Customer Statements with BI Publisher

Introduction

Everybody who has worked with Oracle Receivables has had to deal with customer statements. Customer statements show customer related transactions such as invoices, credit memos, payments, etc. Customer statements are printed with a predefined cycle. There is a special form which allows you to submit generation of a customer statement.

The form submits a standard process ARXSGP written in Pro-C.  This process gathers information about customer receivables activities for the reporting period throughout the Oracle eBusiness Suite, inserts the information into temporary tables and submits the report ARXSGPO to actually produce the output. The result of this operation is an ASCII file.

Needless to say, you cannot present ASCII output to the customer. Now that laser printers print as fast as a small printing press, there is no excuse available to use old fashioned preprinted forms; customers want personalized graphics, personalized messages, and HiFi quality of the output.

Basic BI Publisher

Rewriting the customer statements report from scratch is not a good idea.  The standard process navigates through all of the customer related transactions and neatly places the results in the temporary tables.  The process is very fast and reliable.  You are better off staying with the standard customer statement process and enhancing it using available means.

Following recommendations from Oracle, we decided to use Oracle BI Publisher to produce a presentable output.

In order to use BI Publisher, we changed the output type for the ARXSGPO report to XML, associated a new data source with the report, and built a nice looking template with corporate colors, tables, footnotes, and disclaimers.  After the customer statement generation completed, we manually submitted an ‘XML Report Publisher’ program to publish the report with BI Publisher in a PDF format.

Support for Consolidated Invoices

During testing we found that the standard customer statements report prints out individual receivables transactions rather than consolidated invoices. It transpired that the customer invoice process is customized so that it prints a consolidated invoice as one receivables transaction without any reference to individual transactions which it consolidated. It means that transaction numbers on our customer statement meant nothing to the customer since the customer never saw them on any paperwork.

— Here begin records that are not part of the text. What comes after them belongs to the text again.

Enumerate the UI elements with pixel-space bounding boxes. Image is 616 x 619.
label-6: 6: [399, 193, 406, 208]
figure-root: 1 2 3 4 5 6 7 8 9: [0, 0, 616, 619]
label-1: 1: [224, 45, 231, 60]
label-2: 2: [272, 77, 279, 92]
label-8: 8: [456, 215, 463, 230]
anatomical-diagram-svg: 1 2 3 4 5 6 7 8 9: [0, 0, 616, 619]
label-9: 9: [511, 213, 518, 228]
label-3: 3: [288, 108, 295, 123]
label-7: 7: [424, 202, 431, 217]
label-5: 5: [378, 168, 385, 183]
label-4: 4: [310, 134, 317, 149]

The next task at hand is to adjust the customer statement report so that it does not print individual transactions if they are consolidated.

To handle consolidated invoices we enhanced the ARXSGPO report to show the consolidated invoice number for each transaction if such a number exists. This gave us the necessary information in the output file.  Unfortunately, we had to summarize the receivables transactions by consolidated invoice to produce the consolidated balance.  Such operation was not seen possible or desirable to perform within BI Publisher template. The help came from another XML related technology. We introduced an XSL transformation to convert the XML document generated by ARXSGPO report into an XML document with more suitable structure. You use BI Publisher template of type XSL-XML to perform such conversion. Within the XSL transformation we consolidated invoices, excluded transactions with zero balance, etc. The transformed XML document was now very easy to format into the desired PDF format.

To automate the process we had to introduce a chain of command design pattern. This pattern is very much similar to request sets. We discussed this pattern in previous posts.

Volume Testing

We tested the above discussed solution to print one customer statement at a time. Developer picked up several customers to make sure most possible data combinations are explored. Once happy, we gave the solution to the users.

After several casual tests with individual customer statement, the users got comfortable with the process and decided to test the month closing procedure which included printing customer statements for all their customers. Surely enough, customer statement report produced an XML document so big that it could not be loaded into memory for processing.

It is widely known that XML document consumes significant amount of memory. We hoped that 16GB RAM machine will be able to cope with it. Tough luck!

The new task is to reduce the size of the XML document.

Another concern was the printer itself. We calculated that it would take 24 hours of continuous printing and five paper reloads to print customer statements for all customers at the end of the month. We could hardly find any volunteer to watch the printer around the clock and resolve hardware problems should they occur four o’clock in the morning.

There were several possible workarounds. We could submit customer statements by alphabetical letters. It meant 26 submissions each month. Prospect of introduction of other languages shelved this approach. Alternatively, we could put customers into different statement cycles. This sounded better, but this would not represent the way the business is conducted. In short, technical difficulties should not affect the way the business processes are represented in ERP. So, we looked for a purely technical solution.

We observed that the customer statement XML document is a sequence of independent statement messages. So, we wrote a process which grouped the statements into batches, each batch with a manageable number of statements. The process read the file with the XML document and sliced in into batches, 300 statements per batch. As the result of the process, we produced around 60 batches for testing.

It not only allowed generating customer statements for all customers in one go, it also allowed printing customer statements to several printers. Since our monthly customer statement printing process produced multiple files, we sent the files to an array of five to six printers leveling the workload.  It reduced the total printing time for customer statements to four hours without any human intervention, a.k.a. loading paper into emptied paper trays, replacing overheated cartridges etc.

Summary

BI Publisher can be used not only to produce HiFi output, but also as an ETL tool. Combination of these two can help resolve complex tasks of XML manipulation and output management.